Another highlight of my time at the Heralds has been assisting with wider Caribbean coverage and learning from colleagues who dedicate themselves to the region. I’ve written about how Cubans used Google Maps to protest the government and shed a light on the human costs of Hurricanes Eta and Iota in indigenous areas of Central America.

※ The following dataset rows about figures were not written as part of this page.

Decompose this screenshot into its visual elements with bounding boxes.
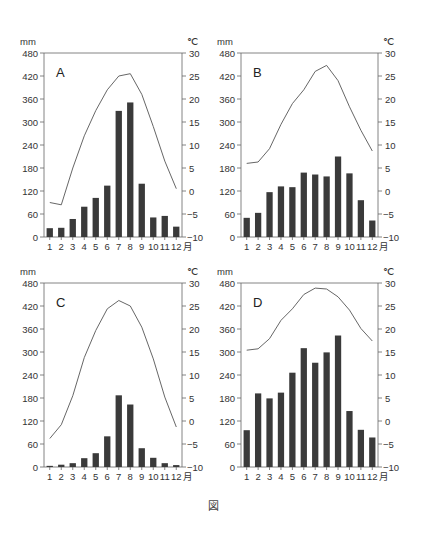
left-tick-label: 120: [219, 416, 235, 427]
precipitation-bar: [278, 186, 284, 237]
left-tick-label: 0: [33, 462, 38, 473]
month-tick-label: 4: [278, 241, 283, 252]
precipitation-bar: [127, 102, 133, 237]
month-tick-label: 4: [82, 471, 87, 482]
left-tick-label: 0: [230, 462, 235, 473]
right-tick-label: 30: [385, 278, 396, 289]
month-tick-label: 8: [128, 241, 133, 252]
month-tick-label: 1: [47, 471, 52, 482]
right-tick-label: 20: [385, 324, 396, 335]
month-tick-label: 12: [367, 471, 378, 482]
precipitation-bar: [255, 213, 261, 237]
right-tick-label: 0: [189, 416, 194, 427]
precipitation-bar: [104, 436, 110, 467]
right-tick-label: 5: [385, 163, 390, 174]
month-tick-label: 2: [59, 241, 64, 252]
precipitation-bar: [93, 453, 99, 467]
right-tick-label: 25: [189, 301, 200, 312]
precipitation-bar: [47, 228, 53, 237]
precipitation-bar: [289, 187, 295, 237]
month-tick-label: 9: [335, 471, 340, 482]
right-tick-label: 10: [385, 140, 396, 151]
month-tick-label: 2: [255, 241, 260, 252]
right-tick-label: −5: [383, 209, 394, 220]
precipitation-bar: [127, 405, 133, 467]
right-tick-label: −5: [383, 439, 394, 450]
left-tick-label: 300: [219, 117, 235, 128]
month-tick-label: 9: [139, 241, 144, 252]
month-tick-label: 6: [301, 471, 306, 482]
precipitation-bar: [335, 336, 341, 467]
precipitation-bar: [346, 173, 352, 237]
month-tick-label: 2: [59, 471, 64, 482]
precipitation-bar: [116, 111, 122, 237]
temperature-line: [50, 301, 177, 439]
left-tick-label: 0: [230, 232, 235, 243]
month-tick-label: 1: [244, 471, 249, 482]
left-tick-label: 60: [224, 209, 235, 220]
temperature-line: [247, 288, 373, 350]
climate-charts-svg: 060120180240300360420480−10−505101520253…: [0, 0, 427, 535]
panel-label: B: [253, 65, 262, 80]
precipitation-bar: [162, 216, 168, 237]
right-tick-label: 10: [385, 370, 396, 381]
month-tick-label: 5: [93, 241, 98, 252]
month-tick-label: 8: [128, 471, 133, 482]
left-tick-label: 180: [219, 393, 235, 404]
left-tick-label: 480: [219, 278, 235, 289]
right-tick-label: 25: [385, 301, 396, 312]
month-tick-label: 7: [313, 241, 318, 252]
month-tick-label: 8: [324, 241, 329, 252]
right-tick-label: 5: [385, 393, 390, 404]
right-tick-label: 20: [385, 94, 396, 105]
precipitation-bar: [369, 437, 375, 467]
month-tick-label: 8: [324, 471, 329, 482]
precipitation-bar: [70, 463, 76, 467]
left-tick-label: 60: [27, 439, 38, 450]
climate-chart-a: 060120180240300360420480−10−505101520253…: [20, 36, 203, 252]
precipitation-bar: [301, 173, 307, 237]
precipitation-bar: [150, 458, 156, 467]
precipitation-bar: [81, 458, 87, 467]
right-tick-label: 0: [189, 186, 194, 197]
right-tick-label: 15: [189, 117, 200, 128]
month-tick-label: 12: [367, 241, 378, 252]
right-tick-label: 15: [189, 347, 200, 358]
precipitation-bar: [173, 465, 179, 467]
month-tick-label: 2: [255, 471, 260, 482]
left-tick-label: 420: [219, 71, 235, 82]
left-tick-label: 300: [22, 347, 38, 358]
x-axis-label: 月: [379, 471, 389, 482]
left-tick-label: 360: [22, 324, 38, 335]
left-tick-label: 360: [22, 94, 38, 105]
left-unit-label: mm: [217, 36, 233, 47]
right-tick-label: −5: [187, 439, 198, 450]
left-tick-label: 60: [27, 209, 38, 220]
month-tick-label: 5: [290, 241, 295, 252]
right-tick-label: 30: [385, 48, 396, 59]
precipitation-bar: [93, 198, 99, 237]
right-tick-label: 0: [385, 186, 390, 197]
month-tick-label: 7: [116, 241, 121, 252]
precipitation-bar: [278, 393, 284, 467]
precipitation-bar: [173, 227, 179, 237]
month-tick-label: 7: [313, 471, 318, 482]
precipitation-bar: [266, 192, 272, 237]
month-tick-label: 3: [267, 241, 272, 252]
precipitation-bar: [255, 393, 261, 467]
precipitation-bar: [162, 463, 168, 467]
precipitation-bar: [335, 157, 341, 238]
month-tick-label: 9: [139, 471, 144, 482]
x-axis-label: 月: [183, 471, 193, 482]
panel-label: D: [253, 295, 262, 310]
precipitation-bar: [266, 398, 272, 467]
month-tick-label: 6: [301, 241, 306, 252]
climate-chart-c: 060120180240300360420480−10−505101520253…: [20, 266, 203, 482]
month-tick-label: 7: [116, 471, 121, 482]
month-tick-label: 3: [70, 241, 75, 252]
right-tick-label: 25: [189, 71, 200, 82]
month-tick-label: 6: [105, 471, 110, 482]
month-tick-label: 3: [267, 471, 272, 482]
month-tick-label: 10: [344, 471, 355, 482]
left-tick-label: 420: [22, 71, 38, 82]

And thanks to the support of my editors, I am exploring gender violence in Puerto Rico — an urgent topic on an island where one woman is killed every seven days — as an investigat­ive sub-beat. We were among the first to break a comprehens­ive story about the government’s declaratio­n of emergency over violence against women in Puerto Rico. I have delved into the lives of women killed by their partners, including 29-year-old nurse and mother of three Angie González, whose opportunit­y to escape abuse was complicate­d by the pandemic. I also have covered recent high profile femicides that raised questions of the official handling of domestic violence, even as the cases were chased by police at lightning speed.

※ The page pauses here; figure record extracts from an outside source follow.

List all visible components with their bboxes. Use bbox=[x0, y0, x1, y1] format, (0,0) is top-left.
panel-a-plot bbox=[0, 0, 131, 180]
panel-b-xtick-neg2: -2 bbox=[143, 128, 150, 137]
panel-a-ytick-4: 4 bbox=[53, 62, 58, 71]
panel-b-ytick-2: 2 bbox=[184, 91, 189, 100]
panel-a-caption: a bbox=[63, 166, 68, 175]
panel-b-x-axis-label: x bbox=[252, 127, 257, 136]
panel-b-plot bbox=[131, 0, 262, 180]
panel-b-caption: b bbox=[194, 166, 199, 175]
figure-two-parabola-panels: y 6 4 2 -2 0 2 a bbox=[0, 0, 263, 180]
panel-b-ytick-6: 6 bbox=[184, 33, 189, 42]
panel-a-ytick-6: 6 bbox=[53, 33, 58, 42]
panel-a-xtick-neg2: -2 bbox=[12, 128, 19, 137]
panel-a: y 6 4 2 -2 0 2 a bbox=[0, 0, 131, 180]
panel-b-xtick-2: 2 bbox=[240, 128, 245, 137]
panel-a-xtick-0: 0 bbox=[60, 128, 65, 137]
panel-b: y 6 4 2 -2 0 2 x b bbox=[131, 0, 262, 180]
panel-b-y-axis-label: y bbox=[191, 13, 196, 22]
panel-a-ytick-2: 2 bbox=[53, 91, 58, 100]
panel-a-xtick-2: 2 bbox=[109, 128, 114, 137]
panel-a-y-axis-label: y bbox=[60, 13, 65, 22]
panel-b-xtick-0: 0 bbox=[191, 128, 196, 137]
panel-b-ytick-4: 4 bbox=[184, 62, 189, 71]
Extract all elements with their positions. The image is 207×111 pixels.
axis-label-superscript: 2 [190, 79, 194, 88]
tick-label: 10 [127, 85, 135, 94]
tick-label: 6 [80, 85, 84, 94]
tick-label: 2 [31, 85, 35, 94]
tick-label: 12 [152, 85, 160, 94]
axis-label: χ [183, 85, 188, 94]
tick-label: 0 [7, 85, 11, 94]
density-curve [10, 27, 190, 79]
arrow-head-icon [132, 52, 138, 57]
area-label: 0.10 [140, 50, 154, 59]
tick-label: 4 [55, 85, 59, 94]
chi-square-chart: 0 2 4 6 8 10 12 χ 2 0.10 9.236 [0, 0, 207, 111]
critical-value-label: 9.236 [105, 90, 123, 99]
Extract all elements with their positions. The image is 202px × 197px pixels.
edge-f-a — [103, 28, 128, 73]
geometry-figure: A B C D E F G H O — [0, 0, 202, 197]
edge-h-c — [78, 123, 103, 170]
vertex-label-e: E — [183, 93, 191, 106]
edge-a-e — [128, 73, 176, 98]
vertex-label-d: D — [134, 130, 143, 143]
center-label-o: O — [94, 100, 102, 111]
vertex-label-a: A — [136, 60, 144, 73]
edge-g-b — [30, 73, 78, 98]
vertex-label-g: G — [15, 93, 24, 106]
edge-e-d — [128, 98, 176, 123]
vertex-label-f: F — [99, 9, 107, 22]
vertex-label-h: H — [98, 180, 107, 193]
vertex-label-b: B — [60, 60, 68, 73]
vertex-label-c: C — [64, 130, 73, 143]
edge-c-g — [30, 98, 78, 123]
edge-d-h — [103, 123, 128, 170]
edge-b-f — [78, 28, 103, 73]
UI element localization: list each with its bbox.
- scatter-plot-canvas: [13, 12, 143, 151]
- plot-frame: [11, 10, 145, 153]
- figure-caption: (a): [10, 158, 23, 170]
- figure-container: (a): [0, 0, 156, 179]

I love writing about Puerto Rico and the Caribbean. I will continue to do so until the day I put my reporting notebooks away. Journalist­s are recordkeep­ers, chronicler­s, sideline observers. But my choice to write about this island and this region, a place that hasn’t historical­ly been covered with regularity or context, or through local eyes — is a decision to visibilize stories that deserve to be told with power and intention.

It is also a choice I am able to make because of readers like you. Many of the stories I have written this year, and hope to continue writing, would have never seen the light of day without community support. They are stories that matter from San Juan to South Florida — an area intimately connected through immigratio­n, history, and culture to the latitudes below.

I, alongside with my editors and colleagues, want to keep covering Puerto Rico and the Caribbean, and all the people who live here.

But we need your help.

Syra Ortiz-Blanes: @syraortizb

 ?? MATIAS J. OCNER mocner@miamiheral­d.com ?? The altar at a vigil in Loiza, Puerto Rico, on June 1.
Syra Ortiz-Blanes
From left, volunteers Pat Lane, 68, Karen Browning, 65, and Maria ‘Mama’ Vigil, 74, prepare food minutes before serving it to members of the community at
Homestead Soup Kitchen on June 26, 2020.
MATIAS J. OCNER mocner@miamiheral­d.com The altar at a vigil in Loiza, Puerto Rico, on June 1. Syra Ortiz-Blanes From left, volunteers Pat Lane, 68, Karen Browning, 65, and Maria ‘Mama’ Vigil, 74, prepare food minutes before serving it to members of the community at Homestead Soup Kitchen on June 26, 2020.